Cherry Plums Ripe Soon
Of course, when it comes to cherry pickers, we have secret weapons… Our telescopic Apple pickers also work very well with cherries and plums, which will be coming soon too. We will be back in St Deny’s, fully tooled up, very soon, we spotted a tree that was absolutely laden with dangling red jewels, which were almost,  but not quite fully ripe….
I Spy Cherry Pie

Wednesday, 4 June 2014

Falling Fruit - Mapping Monster

Recently, I have been working collaboratively with the Falling Fruit group. You might notice a dense cluster of links around Southampton where all of my local fruit map coordinates have now been added to their global master map. There is a permanent link to this map on my blog's left hand side bar. 

Here’s why it’s important: Falling Fruit is like Wikipedia for fruit trees. It’s an open, collaborative map of free food sources all over the planet. We have more than 600,000 locations mapped so far. People all over the world use our tool. Hundreds every day. It’s kind of unbelievable. We have no idea how that happened.
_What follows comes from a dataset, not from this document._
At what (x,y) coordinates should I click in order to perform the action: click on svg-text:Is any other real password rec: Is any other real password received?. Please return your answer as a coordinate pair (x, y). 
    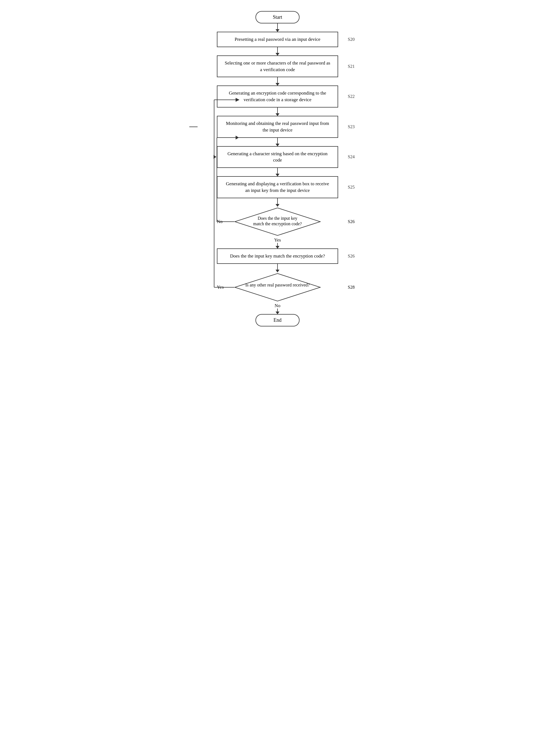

Well, maybe we do. Over the last 18 months, we have built the site entirely in our free time, devoting literally thousands of unpaid hours to its development. We’ve also paid for the hard costs (server fees, filing fees, etc.) out of our own pockets.

We believe that a giant map of free urban food sources makes a compelling argument: there is enough food to go around. Food doesn't have to be a commodity. We have the capacity to produce enough good food for everyone and a lot of it, right in the cities where the bulk of people live. We want people to experience picking an apple, or cherries for a pie, or a handful of warm mulberries on a summer day. We want to convince your city to plant more food for you, not more crepe myrtles.
If we can raise funds to develop an app, we think that we can sell it for a few bucks and use that income to permanently cover our costs. We want Falling Fruit to stay free, open, and available to all. We simply can’t afford to keep paying for everything out of pocket. As the user base has grown, the site is has become too costly to run. If we don’t reach our goal, we’ll have to use ads, or make a portion of the site not free. We don’t want to do that.

If you’ve already contributed, Thank You! So you know, you can pick a different “perk” at any time. We’ve added a number of new perks since launching the fundraiser which you might want to check out. Honey, photographic prints, cookbooks, caramel apples etc. 

If you haven’t contributed, can you help? Even if you don’t have any cash to spare, can you help spread the word?